BRIEF:
Your output should be exactly the lines from the one containing "The height and width of the screenshot is (563, 728)." through the last line of the listing, and nothing else. Pictures stay out.

[DATA LISTING]

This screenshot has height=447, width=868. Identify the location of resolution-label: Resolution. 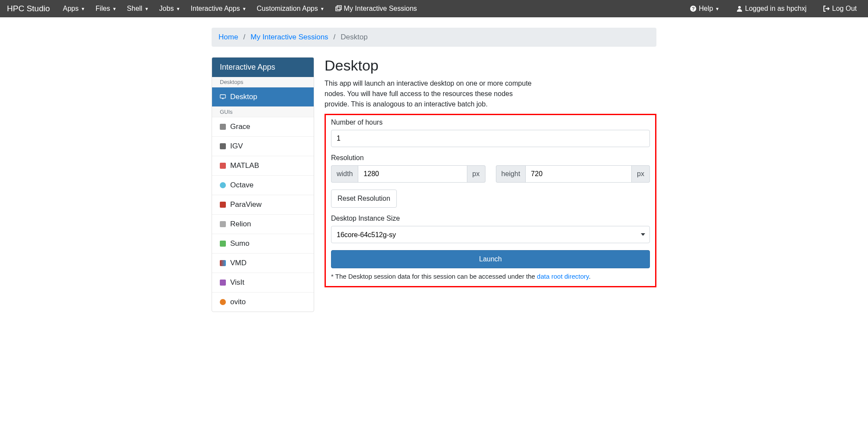
(491, 158).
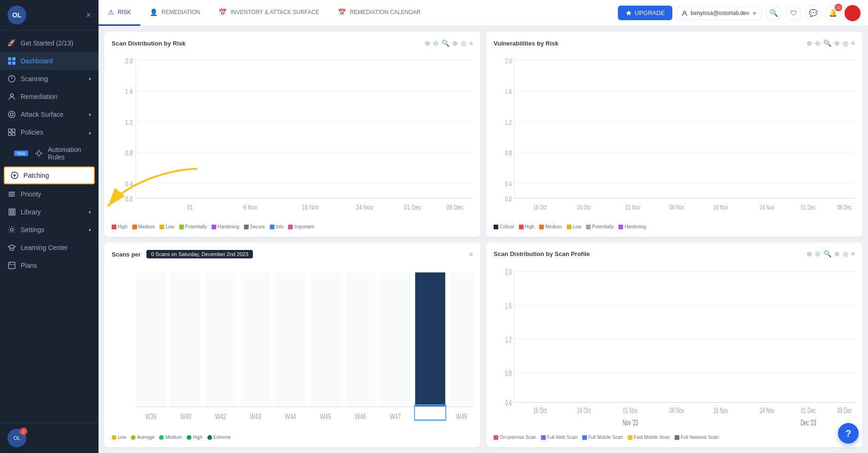  Describe the element at coordinates (449, 43) in the screenshot. I see `scan-distribution-controls: ⊕ ⊖ 🔍 ⊕ ◎ ≡` at that location.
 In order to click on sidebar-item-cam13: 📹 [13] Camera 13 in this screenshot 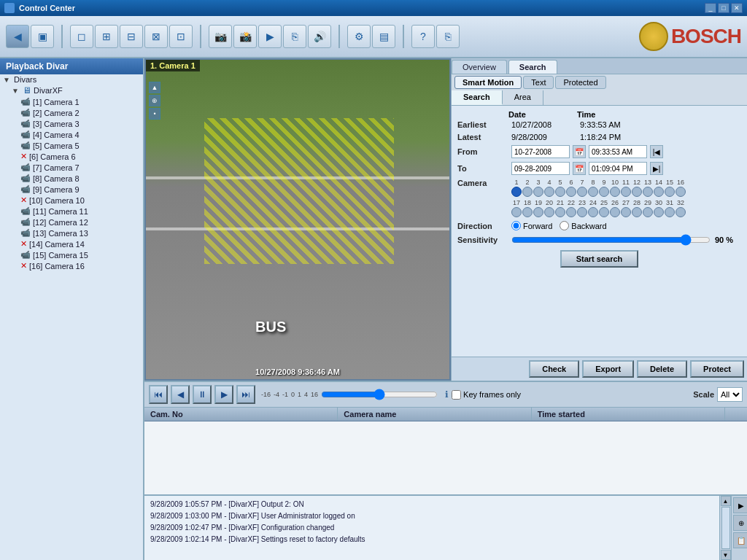, I will do `click(71, 233)`.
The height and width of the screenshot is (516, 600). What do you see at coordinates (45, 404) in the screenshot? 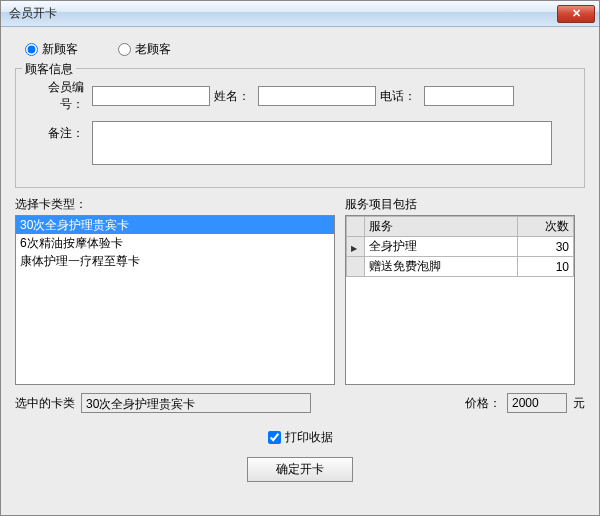
I see `selected-card-label: 选中的卡类` at bounding box center [45, 404].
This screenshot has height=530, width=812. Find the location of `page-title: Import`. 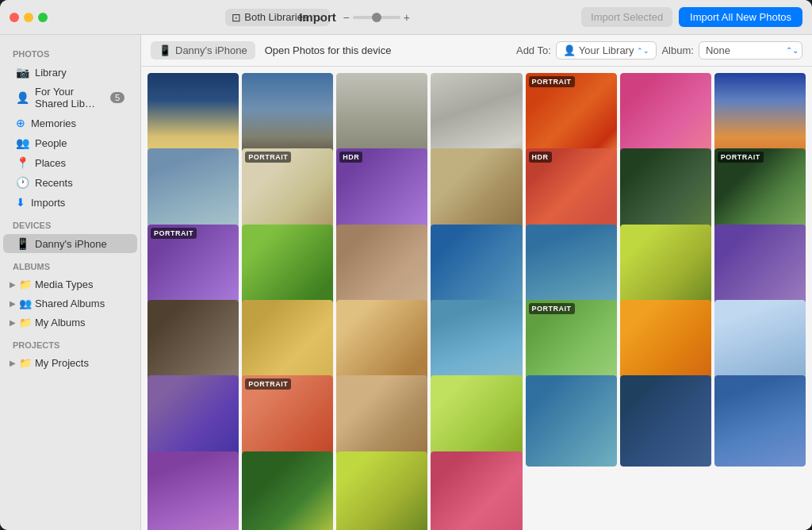

page-title: Import is located at coordinates (317, 17).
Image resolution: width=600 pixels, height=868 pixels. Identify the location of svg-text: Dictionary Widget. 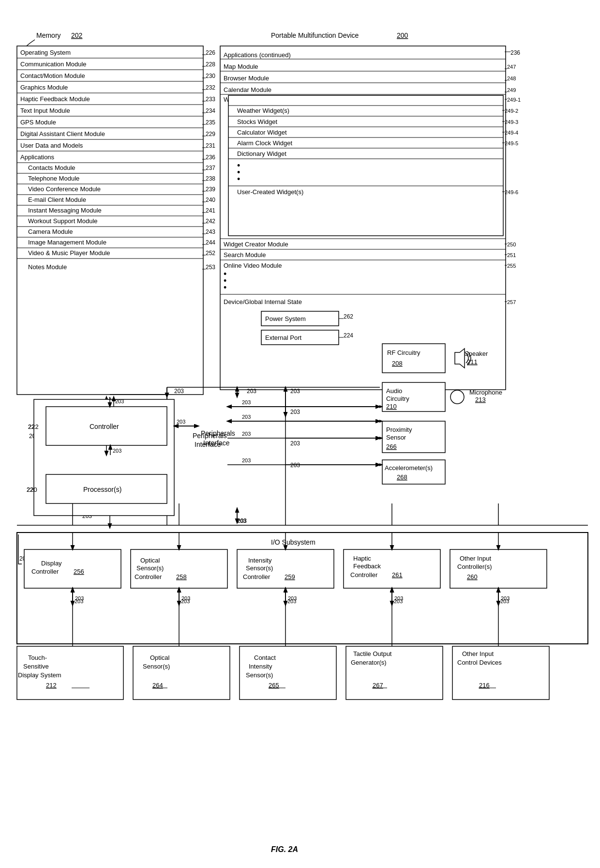
(262, 154).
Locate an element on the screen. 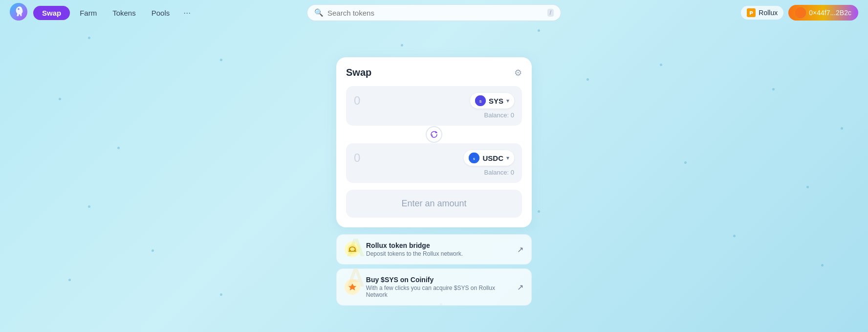 The image size is (868, 332). enter-amount-button: Enter an amount is located at coordinates (434, 203).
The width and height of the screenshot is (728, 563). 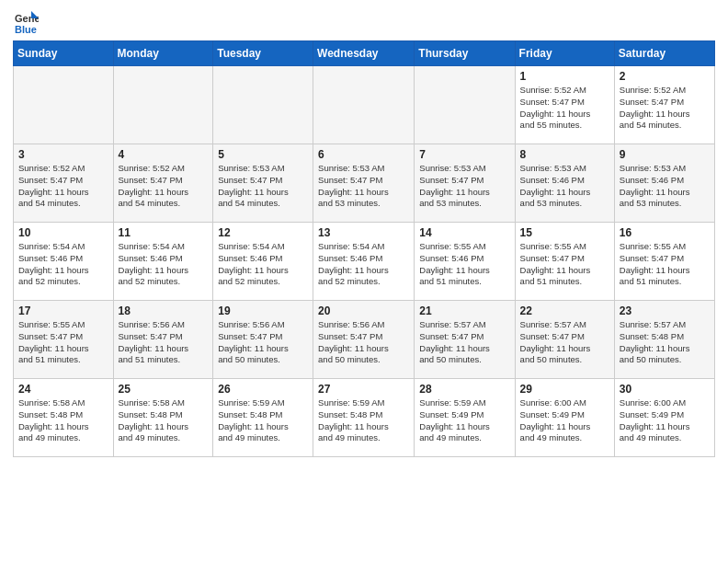 What do you see at coordinates (263, 155) in the screenshot?
I see `day-number: 5` at bounding box center [263, 155].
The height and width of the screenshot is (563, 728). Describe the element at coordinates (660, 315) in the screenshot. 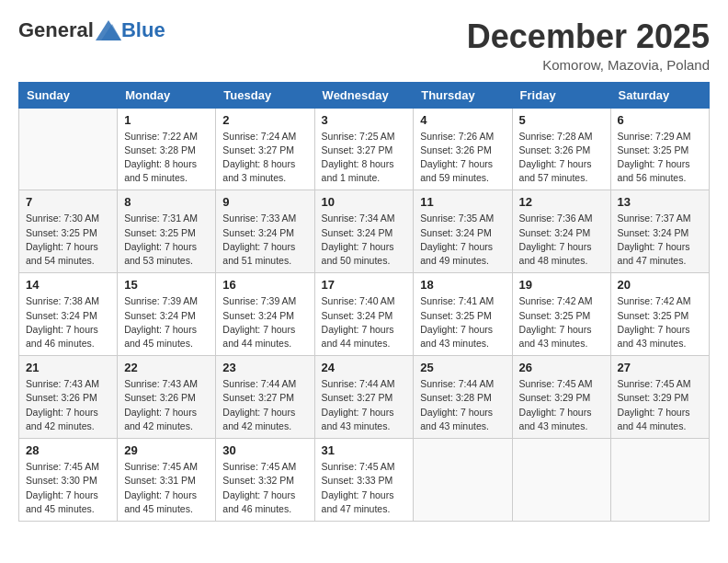

I see `calendar-cell: 20Sunrise: 7:42 AMSunset: 3:25 PMDayligh…` at that location.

[/DATA LISTING]

ANSWER BOX:
The height and width of the screenshot is (563, 728). Describe the element at coordinates (660, 315) in the screenshot. 

I see `calendar-cell: 20Sunrise: 7:42 AMSunset: 3:25 PMDayligh…` at that location.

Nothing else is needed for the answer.